My favourite thing about the parable is they all failed to identify the elephant in the room, a common syndrome in religious thinking.

kateoplis:

seriouslyamerica
This activist is clearly protesting ACTA - not austerity European Voice!
europeanvoice:

NO MORE CUTS A masked protester in Lisbon poses for the camera. Hundreds of thousands of people took to the streets to protest against austerity measures ahead of next week’s evaluation of Portugal’s bail-out programme by officials from the European Commission, European Central Bank and International Monetary Fund.

This activist is clearly protesting ACTA - not austerity European Voice!

europeanvoice:

NO MORE CUTS A masked protester in Lisbon poses for the camera. Hundreds of thousands of people took to the streets to protest against austerity measures ahead of next week’s evaluation of Portugal’s bail-out programme by officials from the European Commission, European Central Bank and International Monetary Fund.

The Corporations’ attempts to censor and control the internet may well be the defining issue of our generation. Stand up and fight it. 

Acta protests: Thousands take to streets across Europe

I cannot believe that this is legal - I wonder if similar things go on here in the UK?

All Muslims go to Hell?

As an infant I was baptised as a member of the Church of England, an Anglican as our friends across the pond say.

Later, as a child, I proved a lacklustre Christian trainee even amongst my less than devout contemporaries.  

I was, however, a good boy.

I coloured in pictures of Jesus at Sunday school, went to church and and mouthed along vaguely to hymns I didn’t care to know, afterwards running amongst the dusty, odd smelling pews before being told sharply to sit down.

I was led to believe that those who truly believed in all the bible stories and led a good life would make it to that eternal party in the sky.

As I emerged from my somewhat credulous youth, questions were formulating in my mind. 

Not least among these was: What about all the Muslims?

It seemed to me extraordinarily unfair - that I should, so luckily and conveniently, be born in this place where I was primed for ascension to the divine.

Whereas my comrades, my working brothers and sisters, living in places I could not at the time imagine, were doomed to a mere blip of a life dwarfed in significance by an eternity of damnation.

What then of the Chinese or the Hindus? What about the aboriginal Australians, the lost native Americans or the uncontacted tribes of the Amazon? 

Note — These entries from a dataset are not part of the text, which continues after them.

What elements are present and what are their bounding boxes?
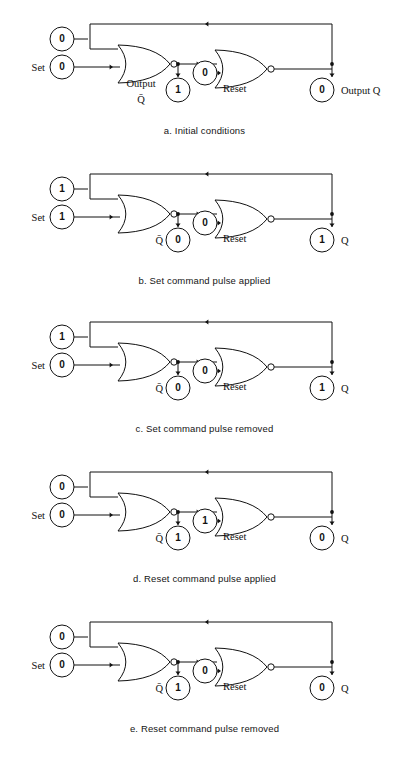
nor-gate-2-bubble-icon	[268, 514, 274, 520]
nor-gate-2-bubble-icon	[268, 66, 274, 72]
q-value: 0	[319, 682, 325, 693]
qbar-drop-arrow-icon	[175, 224, 180, 227]
top-input-value: 1	[59, 331, 65, 342]
reset-input-value: 0	[202, 365, 208, 376]
nor-gate-2-bubble-icon	[268, 664, 274, 670]
q-drop-arrow-icon	[329, 74, 334, 77]
q-drop-arrow-icon	[329, 372, 334, 375]
qbar-drop-arrow-icon	[175, 522, 180, 525]
feedback-wire	[90, 622, 332, 662]
feedback-wire	[90, 24, 332, 64]
figure-e: 0 Set 0 1 Q̄ 0 Reset	[0, 600, 409, 734]
qbar-value: 0	[175, 234, 181, 245]
reset-input-value: 0	[202, 67, 208, 78]
qbar-output-label-line1: Output	[126, 78, 155, 89]
q-output-label: Q	[341, 533, 349, 544]
latch-diagram-c: 1 Set 0 0 Q̄ 0 Reset	[0, 300, 409, 422]
qbar-value: 1	[175, 84, 181, 95]
figure-caption-d: d. Reset command pulse applied	[0, 573, 409, 584]
reset-arrow-icon	[218, 668, 221, 673]
qbar-drop-arrow-icon	[175, 672, 180, 675]
set-input-arrow-icon	[110, 214, 113, 219]
feedback-wire	[90, 322, 332, 362]
reset-input-value: 0	[202, 217, 208, 228]
nor-gate-1-back	[118, 45, 126, 83]
q-drop-arrow-icon	[329, 522, 334, 525]
feedback-arrow-icon	[205, 469, 208, 474]
latch-diagram-a: 0 Set 0 1 Output Q̄ 0 Reset	[0, 2, 409, 124]
set-label: Set	[32, 510, 46, 521]
figure-caption-b: b. Set command pulse applied	[0, 275, 409, 286]
set-input-arrow-icon	[110, 662, 113, 667]
qbar-value: 1	[175, 532, 181, 543]
top-input-value: 0	[59, 631, 65, 642]
reset-arrow-icon	[218, 518, 221, 523]
figure-caption-c: c. Set command pulse removed	[0, 423, 409, 434]
feedback-wire	[90, 472, 332, 512]
reset-arrow-icon	[218, 70, 221, 75]
q-output-label: Q	[341, 383, 349, 394]
set-label: Set	[32, 360, 46, 371]
nor-gate-2-bubble-icon	[268, 364, 274, 370]
q-output-label: Q	[341, 235, 349, 246]
figure-c: 1 Set 0 0 Q̄ 0 Reset	[0, 300, 409, 434]
set-label: Set	[32, 660, 46, 671]
q-drop-arrow-icon	[329, 672, 334, 675]
feedback-arrow-icon	[205, 21, 208, 26]
top-input-value: 0	[59, 33, 65, 44]
qbar-drop-arrow-icon	[175, 372, 180, 375]
nor-gate-1-back	[118, 343, 126, 381]
feedback-arrow-icon	[205, 319, 208, 324]
q-drop-arrow-icon	[329, 224, 334, 227]
nor-gate-2-bubble-icon	[268, 216, 274, 222]
qbar-value: 1	[175, 682, 181, 693]
q-value: 1	[319, 234, 325, 245]
top-input-value: 1	[59, 183, 65, 194]
set-input-value: 0	[59, 659, 65, 670]
figure-caption-e: e. Reset command pulse removed	[0, 723, 409, 734]
figure-a: 0 Set 0 1 Output Q̄ 0 Reset	[0, 2, 409, 136]
q-output-label: Q	[341, 683, 349, 694]
q-output-label: Output Q	[341, 85, 381, 96]
q-value: 1	[319, 382, 325, 393]
q-value: 0	[319, 532, 325, 543]
set-input-value: 0	[59, 359, 65, 370]
latch-diagram-d: 0 Set 0 1 Q̄ 1 Reset	[0, 450, 409, 572]
feedback-arrow-icon	[205, 171, 208, 176]
top-input-value: 0	[59, 481, 65, 492]
figure-d: 0 Set 0 1 Q̄ 1 Reset	[0, 450, 409, 584]
figure-b: 1 Set 1 0 Q̄ 0 Reset	[0, 152, 409, 286]
set-input-arrow-icon	[110, 362, 113, 367]
reset-input-value: 0	[202, 665, 208, 676]
reset-arrow-icon	[218, 368, 221, 373]
latch-diagram-b: 1 Set 1 0 Q̄ 0 Reset	[0, 152, 409, 274]
reset-arrow-icon	[218, 220, 221, 225]
feedback-wire	[90, 174, 332, 214]
set-input-value: 0	[59, 61, 65, 72]
set-label: Set	[32, 62, 46, 73]
figure-caption-a: a. Initial conditions	[0, 125, 409, 136]
qbar-output-label: Q̄	[155, 235, 163, 246]
set-input-arrow-icon	[110, 64, 113, 69]
qbar-output-label: Q̄	[155, 383, 163, 394]
qbar-output-label: Q̄	[155, 683, 163, 694]
qbar-value: 0	[175, 382, 181, 393]
nor-gate-1-back	[118, 493, 126, 531]
set-input-arrow-icon	[110, 512, 113, 517]
nor-gate-1-back	[118, 643, 126, 681]
qbar-output-label: Q̄	[155, 533, 163, 544]
qbar-drop-arrow-icon	[175, 74, 180, 77]
nor-gate-1-back	[118, 195, 126, 233]
set-input-value: 1	[59, 211, 65, 222]
feedback-arrow-icon	[205, 619, 208, 624]
q-value: 0	[319, 84, 325, 95]
set-input-value: 0	[59, 509, 65, 520]
reset-input-value: 1	[202, 515, 208, 526]
set-label: Set	[32, 212, 46, 223]
latch-diagram-e: 0 Set 0 1 Q̄ 0 Reset	[0, 600, 409, 722]
qbar-output-label-line2: Q̄	[137, 94, 145, 105]
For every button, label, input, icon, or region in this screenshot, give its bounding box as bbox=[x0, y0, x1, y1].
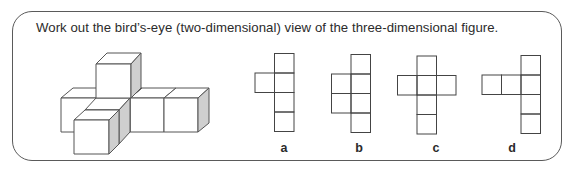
option-c-label[interactable]: c bbox=[433, 141, 440, 155]
option-b-label[interactable]: b bbox=[355, 141, 363, 155]
option-d-label[interactable]: d bbox=[508, 141, 516, 155]
cube-front bbox=[74, 110, 119, 154]
cube-right-2 bbox=[164, 88, 209, 132]
option-a-label[interactable]: a bbox=[281, 141, 288, 155]
cube-stacked-top bbox=[96, 53, 141, 98]
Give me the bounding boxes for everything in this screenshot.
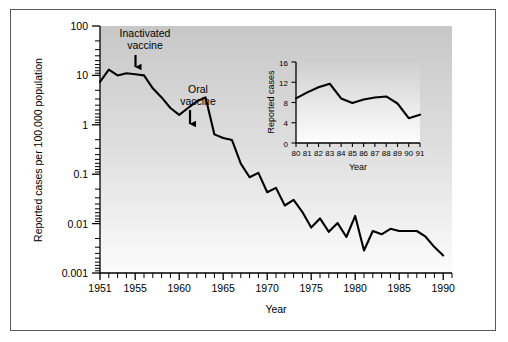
main-ytick-0.1: 0.1	[73, 168, 88, 180]
main-ytick-0.01: 0.01	[68, 218, 89, 230]
main-xtick-1980: 1980	[344, 282, 368, 294]
main-xtick-1975: 1975	[300, 282, 324, 294]
main-xtick-1970: 1970	[256, 282, 280, 294]
inset-xtick-85: 85	[348, 149, 357, 158]
main-xtick-1960: 1960	[168, 282, 192, 294]
inset-ytick-12: 12	[279, 79, 288, 88]
annotation-inactivated-vaccine-line2: vaccine	[127, 39, 163, 51]
annotation-inactivated-vaccine-line1: Inactivated	[120, 27, 171, 39]
inset-y-axis-label: Reported cases	[266, 70, 276, 134]
main-ytick-1: 1	[82, 119, 88, 131]
main-y-axis-label: Reported cases per 100,000 population	[32, 58, 44, 242]
inset-ytick-4: 4	[284, 119, 289, 128]
inset-ytick-0: 0	[284, 140, 289, 149]
main-xtick-1965: 1965	[212, 282, 236, 294]
main-ytick-10: 10	[76, 69, 88, 81]
inset-xtick-82: 82	[314, 149, 323, 158]
figure-root: 100 10 1 0.1 0.01 0.001 Reported cases p…	[0, 0, 508, 342]
inset-xtick-83: 83	[325, 149, 334, 158]
annotation-oral-vaccine-line1: Oral	[188, 83, 208, 95]
inset-ytick-8: 8	[284, 99, 289, 108]
main-xtick-1990: 1990	[432, 282, 456, 294]
inset-x-axis-label: Year	[349, 162, 367, 172]
main-y-axis: 100 10 1 0.1 0.01 0.001 Reported cases p…	[32, 20, 100, 279]
inset-xtick-91: 91	[416, 149, 425, 158]
inset-ytick-16: 16	[279, 59, 288, 68]
chart-canvas: 100 10 1 0.1 0.01 0.001 Reported cases p…	[0, 0, 508, 342]
main-ytick-0.001: 0.001	[62, 267, 88, 279]
main-x-axis: 1951 1955 1960 1965 1970 1975 1980 1985 …	[88, 273, 455, 315]
inset-plot-area	[296, 62, 420, 143]
main-xtick-1951: 1951	[88, 282, 112, 294]
inset-xtick-84: 84	[337, 149, 346, 158]
inset-xtick-89: 89	[393, 149, 402, 158]
main-ytick-100: 100	[70, 20, 88, 32]
inset-xtick-80: 80	[292, 149, 301, 158]
inset-xtick-86: 86	[359, 149, 368, 158]
main-x-axis-label: Year	[265, 303, 287, 315]
inset-xtick-87: 87	[370, 149, 379, 158]
inset-xtick-88: 88	[382, 149, 391, 158]
inset-xtick-90: 90	[404, 149, 413, 158]
inset-xtick-81: 81	[303, 149, 312, 158]
annotation-oral-vaccine-line2: vaccine	[180, 95, 216, 107]
main-xtick-1955: 1955	[124, 282, 148, 294]
main-xtick-1985: 1985	[388, 282, 412, 294]
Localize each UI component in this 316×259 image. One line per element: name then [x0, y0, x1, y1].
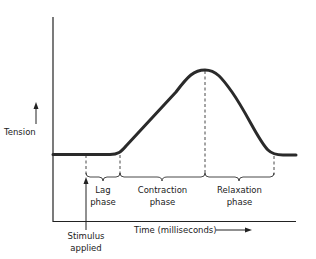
phase-label-contraction-line2: phase: [120, 197, 205, 207]
phase-label-contraction: Contraction phase: [120, 185, 205, 207]
twitch-diagram: [0, 0, 316, 259]
phase-label-lag-line1: Lag: [86, 185, 120, 195]
phase-label-lag: Lag phase: [86, 185, 120, 207]
phase-label-contraction-line1: Contraction: [120, 185, 205, 195]
x-axis-label: Time (milliseconds): [134, 225, 217, 235]
phase-label-relaxation-line2: phase: [205, 197, 274, 207]
time-arrow-icon: [216, 228, 252, 233]
stimulus-label-line2: applied: [56, 243, 116, 253]
stimulus-label-line1: Stimulus: [56, 231, 116, 241]
phase-label-lag-line2: phase: [86, 197, 120, 207]
phase-label-relaxation: Relaxation phase: [205, 185, 274, 207]
phase-label-relaxation-line1: Relaxation: [205, 185, 274, 195]
phase-braces: [86, 173, 274, 181]
stimulus-label: Stimulus applied: [56, 231, 116, 253]
tension-arrow-icon: [34, 102, 39, 124]
tension-curve: [53, 70, 296, 155]
y-axis-label: Tension: [4, 127, 36, 137]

Wouldn’t it be unforgivably capricious and cruel to condemn those that had not only not listened to the good word, but had never, and would never even hear it?

It seemed so at odds for the kind, gentle people I met in the church to wish this to be true of other people.

A contradiction I have never fully understood. 

Then I came upon another realisation - That other cultures think the same thing about us.

How can we know which culture is right?

Thousands upon thousands of cultures have formed belief systems and made claims about the nature of life, death and the afterlife in the annals of human history.

Logic dictates that either one of these many claims are true, or none are.

Which is the more likely?

Religion is often bequeathed culturally to us by our elders and our communities at large. However traditional religious dogmatism entreats ‘the other’ to damnation thus excluding itself. 

If we are to get along together on this planet, to overcome the myriad of problems we yet face as a species, then we must see past these culturally programmed differences and realise that at the core, we are the same.